What it means
میرچ (mirch) is the everyday colloquial name for chilli pepper or hot pepper in Iranian street speech. It is borrowed from Hindi-Urdu mirch, which itself descends from Sanskrit maricha. The word travelled into Persian informal registers through trade and cultural contact with the Indian subcontinent. In more formal or written Persian the same vegetable is called فلفل تند (felfel-e tond, “hot pepper”) or فلفل قرمز (felfel-e ghermez, “red pepper”), so میرچ marks the speaker as using casual, market-register language. It has no Arabic root, despite surface similarity to some Arabic words.
How to use it
- میرچ نریز، تند میشه. (Mirch nariz, tond mishe.) “Don’t put chilli in it, it will get spicy.”
- یه دونه میرچ سبز میخوام. (Ye dune mirch-e sabz mikhâm.) “I want one green chilli.”
- این ترشی پر میرچه. (In torshi por mirch-e.) “This pickle is full of chilli.”
- میرچ خشک داری؟ (Mirch-e khoshk dâri?) “Do you have dried chilli?”
Cultural note
Chilli pepper arrived in Iran relatively late, after Spanish traders brought it from the Americas to Asia in the sixteenth century, and it spread across the subcontinent and into Persian-speaking regions via India. Because the word travelled the same route as the spice itself, the Hindi-Urdu name میرچ stuck in colloquial Persian alongside the more formal فلفل تند. Today you will hear میرچ at bazaar spice stalls and in home kitchens across Iran, particularly in regions closer to the border with Afghanistan and Pakistan where Hindi-Urdu influence is stronger. In Iranian cooking, dried red mirch is used to make a paste called رب فلفل (rob-e felfel) used in some southern and eastern dishes.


- [Problem to work on] Look through the listing and report every line that has "children" in it.

┏━━

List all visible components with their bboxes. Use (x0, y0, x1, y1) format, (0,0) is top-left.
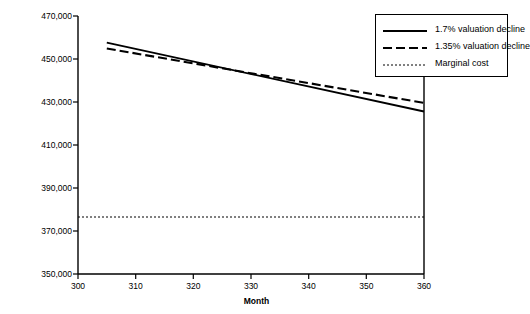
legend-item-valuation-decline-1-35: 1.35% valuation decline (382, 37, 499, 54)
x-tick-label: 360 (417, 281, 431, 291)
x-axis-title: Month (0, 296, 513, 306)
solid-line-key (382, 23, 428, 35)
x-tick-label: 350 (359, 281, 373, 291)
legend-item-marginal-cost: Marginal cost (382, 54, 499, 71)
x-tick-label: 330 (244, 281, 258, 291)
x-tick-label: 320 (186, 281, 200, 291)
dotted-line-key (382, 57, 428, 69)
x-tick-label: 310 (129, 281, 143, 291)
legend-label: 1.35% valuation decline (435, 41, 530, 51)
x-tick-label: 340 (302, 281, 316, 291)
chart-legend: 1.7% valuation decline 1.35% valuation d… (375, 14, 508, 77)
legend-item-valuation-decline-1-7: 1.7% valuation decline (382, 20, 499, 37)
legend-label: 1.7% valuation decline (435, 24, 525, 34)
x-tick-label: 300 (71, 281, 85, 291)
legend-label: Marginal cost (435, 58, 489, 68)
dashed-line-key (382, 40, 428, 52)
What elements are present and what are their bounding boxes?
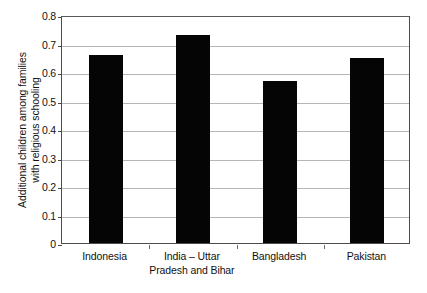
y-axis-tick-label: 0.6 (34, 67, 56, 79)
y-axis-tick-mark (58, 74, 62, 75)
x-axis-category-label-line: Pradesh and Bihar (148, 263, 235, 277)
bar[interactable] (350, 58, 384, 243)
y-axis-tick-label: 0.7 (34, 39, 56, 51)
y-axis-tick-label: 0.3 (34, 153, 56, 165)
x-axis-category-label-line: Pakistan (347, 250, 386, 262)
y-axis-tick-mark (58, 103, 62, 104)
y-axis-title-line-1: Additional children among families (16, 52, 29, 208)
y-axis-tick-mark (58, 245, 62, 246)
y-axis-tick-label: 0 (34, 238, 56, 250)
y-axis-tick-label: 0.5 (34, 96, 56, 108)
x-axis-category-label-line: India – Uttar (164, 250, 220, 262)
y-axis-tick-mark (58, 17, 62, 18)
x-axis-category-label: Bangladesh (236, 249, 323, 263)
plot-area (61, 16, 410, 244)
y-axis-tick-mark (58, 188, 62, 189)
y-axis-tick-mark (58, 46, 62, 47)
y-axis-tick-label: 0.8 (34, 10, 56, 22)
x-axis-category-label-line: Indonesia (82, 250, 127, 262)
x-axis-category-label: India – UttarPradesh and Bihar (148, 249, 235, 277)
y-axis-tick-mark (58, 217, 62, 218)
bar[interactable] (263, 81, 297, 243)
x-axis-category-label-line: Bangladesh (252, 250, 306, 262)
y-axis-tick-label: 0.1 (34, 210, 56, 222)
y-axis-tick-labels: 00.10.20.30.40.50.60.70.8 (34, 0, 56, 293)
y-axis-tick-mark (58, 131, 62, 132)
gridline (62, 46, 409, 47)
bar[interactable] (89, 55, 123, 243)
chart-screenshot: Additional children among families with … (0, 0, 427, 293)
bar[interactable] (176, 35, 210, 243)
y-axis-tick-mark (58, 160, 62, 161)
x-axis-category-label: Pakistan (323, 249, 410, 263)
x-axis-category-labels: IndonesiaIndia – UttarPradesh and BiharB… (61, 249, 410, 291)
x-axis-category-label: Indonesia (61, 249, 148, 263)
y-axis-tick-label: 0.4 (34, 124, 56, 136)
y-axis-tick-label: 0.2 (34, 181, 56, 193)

┗━━
┏━━

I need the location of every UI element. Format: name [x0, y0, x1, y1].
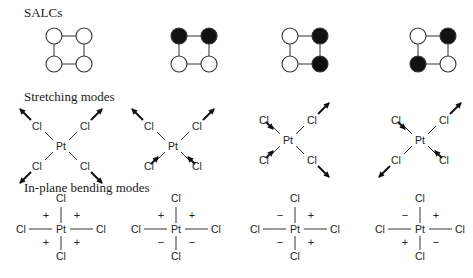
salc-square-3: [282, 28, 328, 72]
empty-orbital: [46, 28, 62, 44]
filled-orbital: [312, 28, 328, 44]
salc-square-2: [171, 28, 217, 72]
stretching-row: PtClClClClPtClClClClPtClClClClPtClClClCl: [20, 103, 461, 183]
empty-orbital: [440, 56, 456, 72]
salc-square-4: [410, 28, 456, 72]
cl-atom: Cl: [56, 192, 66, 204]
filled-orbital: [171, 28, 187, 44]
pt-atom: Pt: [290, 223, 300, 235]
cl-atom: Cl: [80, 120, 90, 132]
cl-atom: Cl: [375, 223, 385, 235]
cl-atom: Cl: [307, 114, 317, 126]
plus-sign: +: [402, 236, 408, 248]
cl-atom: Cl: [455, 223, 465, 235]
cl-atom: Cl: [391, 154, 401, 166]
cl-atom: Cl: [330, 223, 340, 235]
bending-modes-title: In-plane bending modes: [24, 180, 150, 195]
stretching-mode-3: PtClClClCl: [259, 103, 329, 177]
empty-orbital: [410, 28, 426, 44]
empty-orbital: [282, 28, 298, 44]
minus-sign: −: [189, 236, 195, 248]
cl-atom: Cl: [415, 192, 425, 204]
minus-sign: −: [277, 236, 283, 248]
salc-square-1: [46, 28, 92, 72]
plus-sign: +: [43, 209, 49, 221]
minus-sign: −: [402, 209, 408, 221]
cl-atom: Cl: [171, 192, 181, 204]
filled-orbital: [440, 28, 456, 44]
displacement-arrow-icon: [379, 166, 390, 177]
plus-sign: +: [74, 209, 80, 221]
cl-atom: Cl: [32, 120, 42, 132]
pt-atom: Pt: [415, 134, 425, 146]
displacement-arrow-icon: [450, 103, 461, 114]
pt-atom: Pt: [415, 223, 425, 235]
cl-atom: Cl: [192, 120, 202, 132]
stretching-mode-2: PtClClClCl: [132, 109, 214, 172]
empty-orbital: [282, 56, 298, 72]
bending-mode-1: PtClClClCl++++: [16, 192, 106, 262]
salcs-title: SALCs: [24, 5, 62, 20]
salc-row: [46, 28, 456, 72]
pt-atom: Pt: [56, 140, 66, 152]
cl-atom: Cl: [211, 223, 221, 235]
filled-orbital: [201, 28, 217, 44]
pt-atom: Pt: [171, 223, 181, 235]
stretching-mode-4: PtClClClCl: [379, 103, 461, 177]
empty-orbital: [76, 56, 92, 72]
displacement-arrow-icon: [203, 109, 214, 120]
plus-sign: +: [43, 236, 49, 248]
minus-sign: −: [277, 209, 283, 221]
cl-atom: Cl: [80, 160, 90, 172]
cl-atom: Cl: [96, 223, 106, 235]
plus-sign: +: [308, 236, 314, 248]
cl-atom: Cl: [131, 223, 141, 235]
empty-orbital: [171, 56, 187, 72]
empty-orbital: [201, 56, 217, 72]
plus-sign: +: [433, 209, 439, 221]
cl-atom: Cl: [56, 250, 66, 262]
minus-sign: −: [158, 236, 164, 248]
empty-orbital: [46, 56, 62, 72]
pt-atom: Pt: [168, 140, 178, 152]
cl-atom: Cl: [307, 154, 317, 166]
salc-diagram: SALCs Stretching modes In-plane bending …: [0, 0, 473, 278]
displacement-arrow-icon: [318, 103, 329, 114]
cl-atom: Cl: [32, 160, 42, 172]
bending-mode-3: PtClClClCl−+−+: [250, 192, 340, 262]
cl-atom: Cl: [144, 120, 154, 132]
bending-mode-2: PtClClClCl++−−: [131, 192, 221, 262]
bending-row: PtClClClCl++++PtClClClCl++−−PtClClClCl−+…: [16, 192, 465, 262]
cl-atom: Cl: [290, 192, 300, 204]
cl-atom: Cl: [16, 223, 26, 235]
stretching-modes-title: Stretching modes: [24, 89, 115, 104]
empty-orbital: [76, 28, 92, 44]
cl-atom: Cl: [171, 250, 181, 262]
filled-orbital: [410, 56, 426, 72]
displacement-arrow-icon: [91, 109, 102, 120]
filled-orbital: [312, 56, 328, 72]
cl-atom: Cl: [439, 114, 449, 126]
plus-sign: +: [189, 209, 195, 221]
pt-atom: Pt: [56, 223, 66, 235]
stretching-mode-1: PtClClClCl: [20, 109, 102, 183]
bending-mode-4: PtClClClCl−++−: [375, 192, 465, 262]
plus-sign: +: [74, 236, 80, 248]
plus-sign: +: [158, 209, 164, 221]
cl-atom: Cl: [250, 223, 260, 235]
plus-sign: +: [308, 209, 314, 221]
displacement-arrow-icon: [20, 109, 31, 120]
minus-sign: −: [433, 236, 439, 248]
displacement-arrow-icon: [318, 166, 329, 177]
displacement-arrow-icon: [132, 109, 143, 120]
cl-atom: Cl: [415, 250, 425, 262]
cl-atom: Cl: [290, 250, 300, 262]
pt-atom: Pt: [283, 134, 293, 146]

┗━━

- [Response to this task]
y-axis-title-line-1: Additional children among families (16, 52, 29, 208)
chart-screenshot: Additional children among families with … (0, 0, 427, 293)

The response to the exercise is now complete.